We want to keep the “internal world” uncontaminated, we don’t want it to be affected by the “external” world (external technologies).
We can think of this as a capsule, called a “Hexagon”. It that defines a clear boundary between the inside and the outside.
Keep your core independent from frameworks, databases, UIs, or any other external systems. This gives you flexibility to change your database, UI, or external APIs without rewriting your business logic.
Driver Ports (User-side API)
On one side of the hexagon, we have Driver Ports — the user-facing entry points into the system.
Our application exists so that it helps clients to run some use cases. Clients could be:
Human users interacting via a UI
Other systems making API calls
Test harnesses simulating real-world behavior
etc…
Driver Ports define what the system can do, not how it does it. Think of them like the “steering wheel” - they let you control the application, but not open the hood.
We want to expose ONLY the use cases to the clients (and NOT expose the internals of the application!).

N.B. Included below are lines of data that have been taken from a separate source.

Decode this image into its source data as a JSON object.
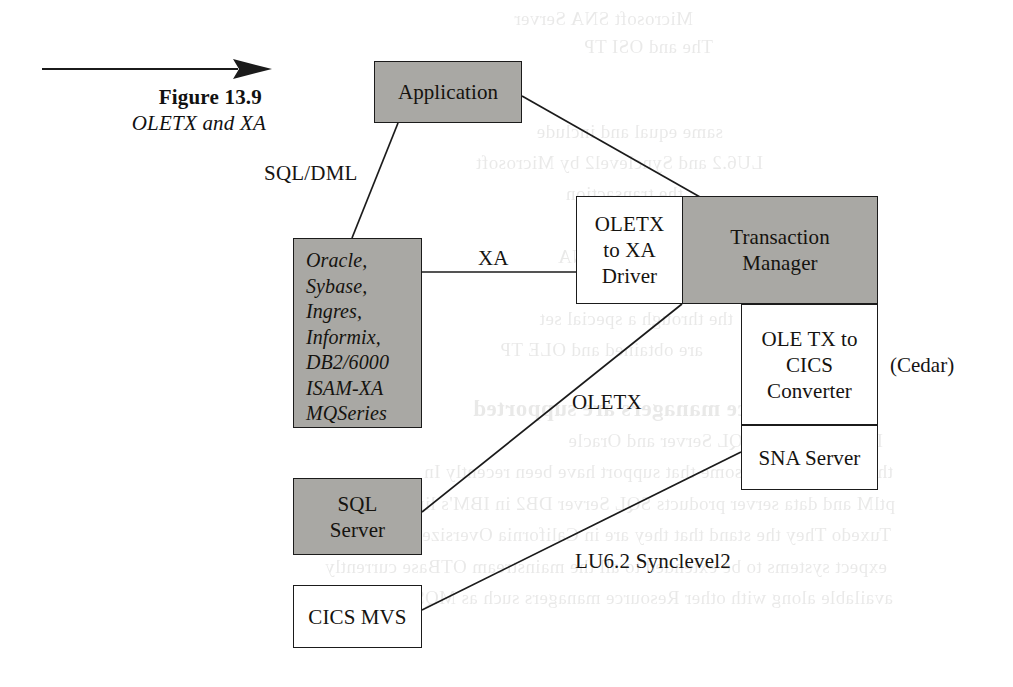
{
  "figure": {
    "arrow_icon": "right-arrow-icon",
    "number": "Figure 13.9",
    "title": "OLETX and XA"
  },
  "colors": {
    "box_fill": "#a9a8a4",
    "box_plain": "#ffffff",
    "stroke": "#1b1b1b",
    "text": "#15130f",
    "page": "#ffffff"
  },
  "nodes": {
    "application": {
      "label": "Application",
      "fill": "shaded"
    },
    "databases": {
      "fill": "shaded",
      "items": [
        "Oracle,",
        "Sybase,",
        "Ingres,",
        "Informix,",
        "DB2/6000",
        "ISAM-XA",
        "MQSeries"
      ]
    },
    "sql_server": {
      "line1": "SQL",
      "line2": "Server",
      "fill": "shaded"
    },
    "cics_mvs": {
      "label": "CICS MVS",
      "fill": "plain"
    },
    "oletx_to_xa_driver": {
      "line1": "OLETX",
      "line2": "to XA",
      "line3": "Driver",
      "fill": "plain"
    },
    "transaction_manager": {
      "line1": "Transaction",
      "line2": "Manager",
      "fill": "shaded"
    },
    "ole_tx_to_cics_converter": {
      "line1": "OLE TX to",
      "line2": "CICS",
      "line3": "Converter",
      "fill": "plain"
    },
    "sna_server": {
      "label": "SNA Server",
      "fill": "plain"
    }
  },
  "edge_labels": {
    "sql_dml": "SQL/DML",
    "xa": "XA",
    "oletx": "OLETX",
    "lu62": "LU6.2 Synclevel2"
  },
  "annotations": {
    "cedar": "(Cedar)"
  },
  "ghost_text": {
    "lines": [
      "Microsoft SNA Server",
      "The and OSI TP",
      "same equal and include",
      "LU6.2 and Synclevel2 by Microsoft",
      "the transaction",
      "a resource the SNA",
      "the through a special set",
      "are obtained and OLE TP",
      "hich resource managers are supported",
      "In the past only SQL Server and Oracle",
      "through Microsoft some that support have been recently In",
      "ptlM and data server products SQL Server DB2 in IBM's line of",
      "Tuxedo They the stand that they are in California Oversize I",
      "expect systems to be extended to all the mainstream OTBase currently",
      "available along with other Resource managers such as MQSeries MSMQ"
    ]
  }
}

The Hexagon provides some kind of user-facing API (”driver” ports), so that our clients can execute the use cases.
Driven Ports (Server-side API)
On the opposite side, we have Driven Ports — these are the interfaces that the application needs the outside world to implement.
The application might need to:
Save data to a database
Send an email notification
Publish an event to a message broker
Call an external payment service
etc…
We don’t want to directly be aware of external tech nor directly talk to those external systems, so we need some kind of server-side API.
The internal world should never know which specific technology is used.